About this exercise: Only the lines from the one with "Find the location of a particular element. This" through the final line below belong in the answer, copied exactly and without pictures.

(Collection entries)
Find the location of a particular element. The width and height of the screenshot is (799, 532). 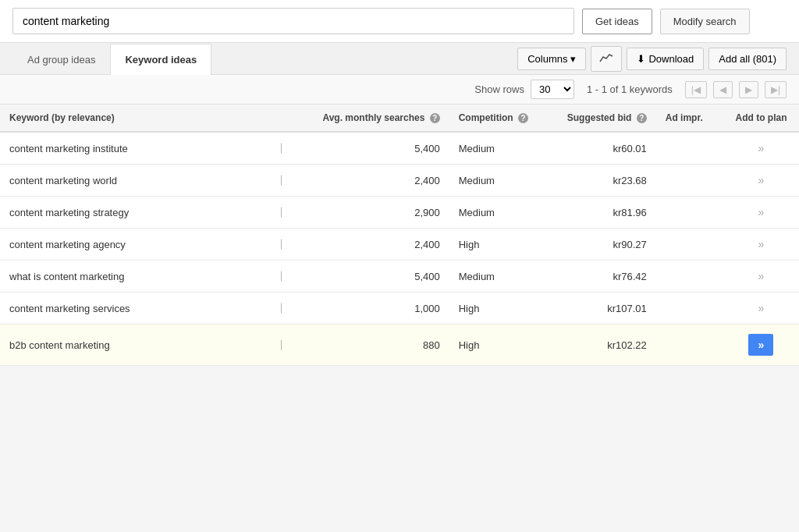

keyword-cell: content marketing strategy is located at coordinates (134, 212).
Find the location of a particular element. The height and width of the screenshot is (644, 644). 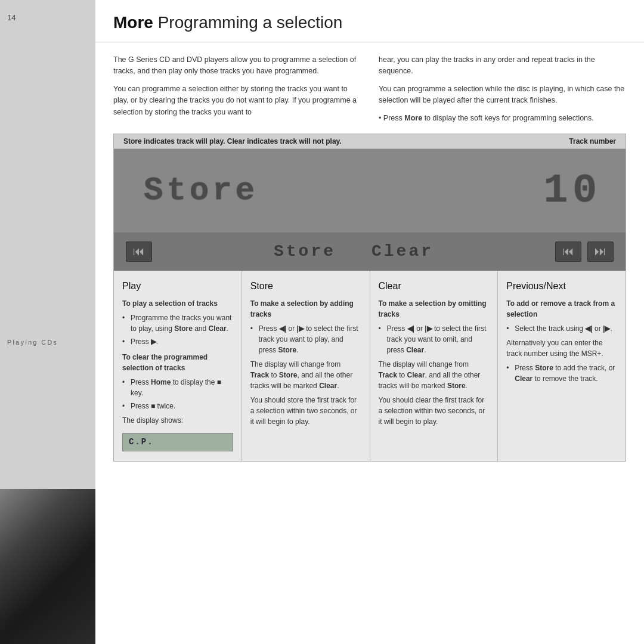

store-p2: You should store the first track for a s… is located at coordinates (306, 411).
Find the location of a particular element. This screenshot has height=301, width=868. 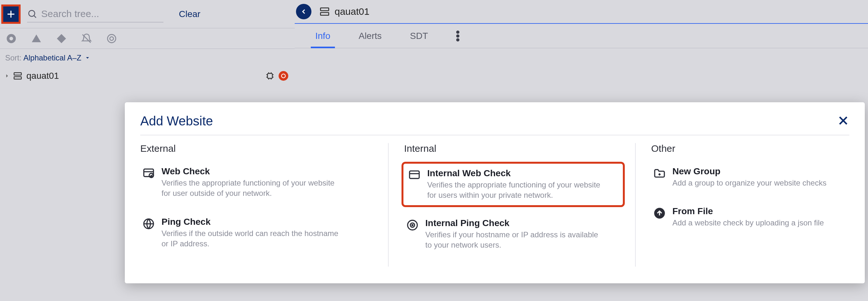

modal-column-other: Other New Group Add a group to organize … is located at coordinates (743, 205).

Task solution:
Find the location of a particular element. This screenshot has height=301, width=868. 

modal-column-other: Other New Group Add a group to organize … is located at coordinates (743, 205).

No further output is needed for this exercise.